Hanna, who is co-chair of one of LIGO’s largest astrophysics working groups, the Compact Binary Coalescence group, said "We can expect, because of this fundamentally new way of observing the universe, that in one hundred years what our children's children will know will be profoundly different from what we now are able to know."

Penn State's Institute for Gravitation and the Cosmos has had an important role in developing gravitational-wave science for two decades. In 2001 National Science Foundation awarded the Penn State founding group the designation as a National Science Foundation Physics Frontier Center for Gravitational Wave Science. "Our center has promoted and sustained a lively exchange of ideas between experts in diverse areas that previously had remained distinct -- resulting in the creation of a collaborative gravitational-wave-research community," said Ashtekar, who has led the Institute since its beginnings. "The resulting contributions to the development of gravitational-wave science include our mathematical and numerical analyses concerning general relativity, our interface with relativistic astrophysics, and our innovative contributions to data analysis."

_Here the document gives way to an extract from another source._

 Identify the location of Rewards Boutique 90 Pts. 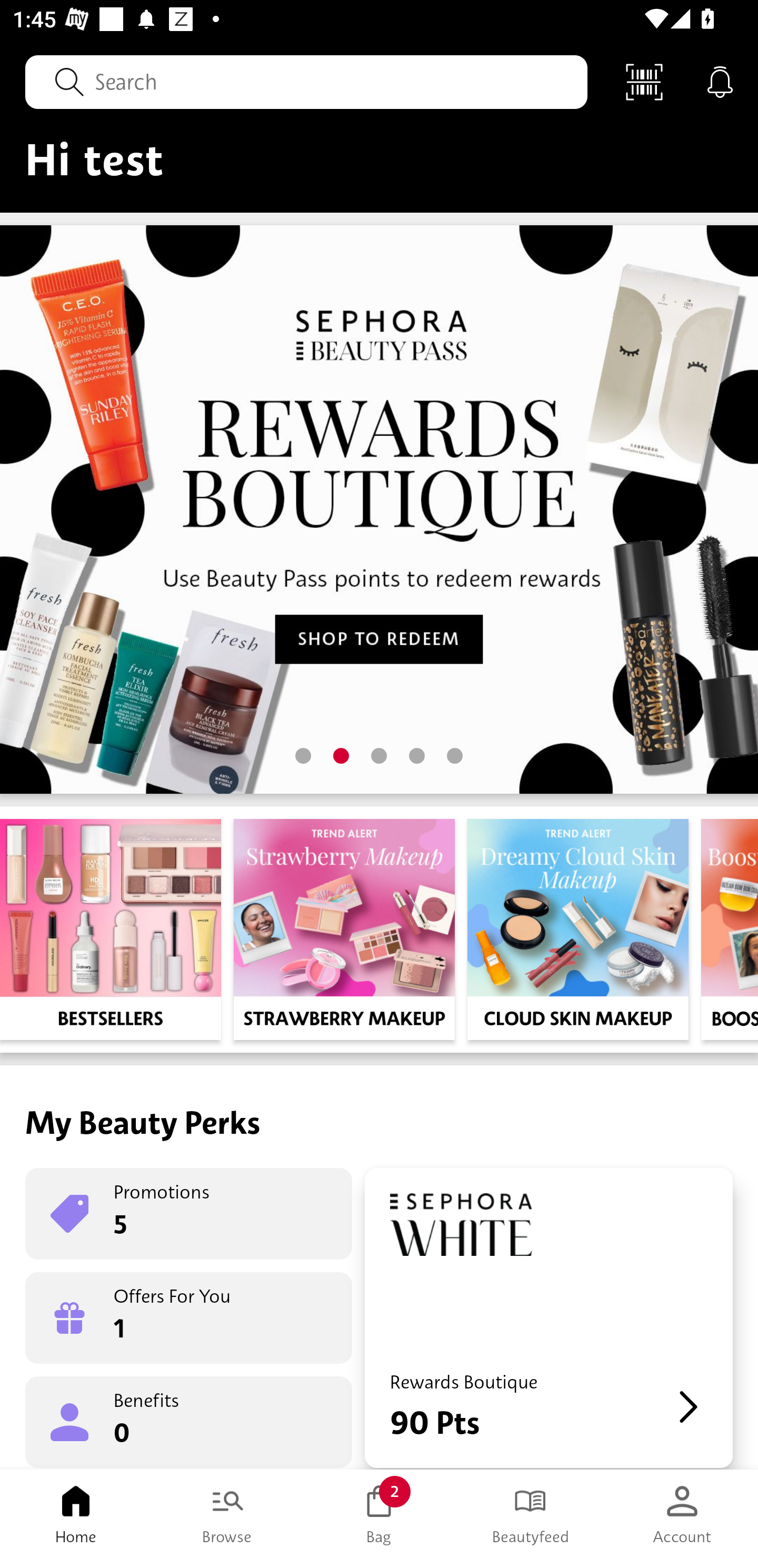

Adding to the excitement of LIGO's historic first detection of a gravitational wave was the scramble by scientists controlling other types of astronomical detectors to quickly look for other signals from the wave that LIGO was not designed to detect. "We had been planning for these observations for several years," said Penn State Professor of Astronomy and Astrophysics David Burrows, who leads the instrument team for the X-ray Telescope on the Swift observatory. "In order to try to find an X-ray or ultraviolet counterpart for a gravitational wave, we had to rapidly point NASA’s orbiting Swift observatory to search for the precise location where the wave had originated." The science and flight operations of the Swift satellite are controlled by Penn State from the Mission Operations Center on the University Park campus.

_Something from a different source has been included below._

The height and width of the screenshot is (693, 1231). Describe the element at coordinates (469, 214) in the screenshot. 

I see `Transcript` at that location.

Swift Mission Director and Penn State Professor of Astronomy and Astrophysics John Nousek added "Among space telescopes, Swift is uniquely capable of rapidly responding to unpredictable events like this, which are a challenge to capture because the evidence they produce lasts such a short time. Swift's astronomical follow-ups will play a crucial role in advancing the understanding of LIGO's detections." Results of the Swift observations now are being prepared for publication.

More information from Penn State about LIGO is at ligo.psu.edu. More information from the LIGO Scientific Collaboration is at https://www.ligo.caltech.edu/. LIGO research is carried out by the LIGO Scientific Collaboration (LSC), a group of more than 1000 scientists from universities around the United States and in 14 other countries. More than 90 universities and research institutes in the LSC develop detector technology and analyze data; approximately 250 students are strong contributing members of the collaboration.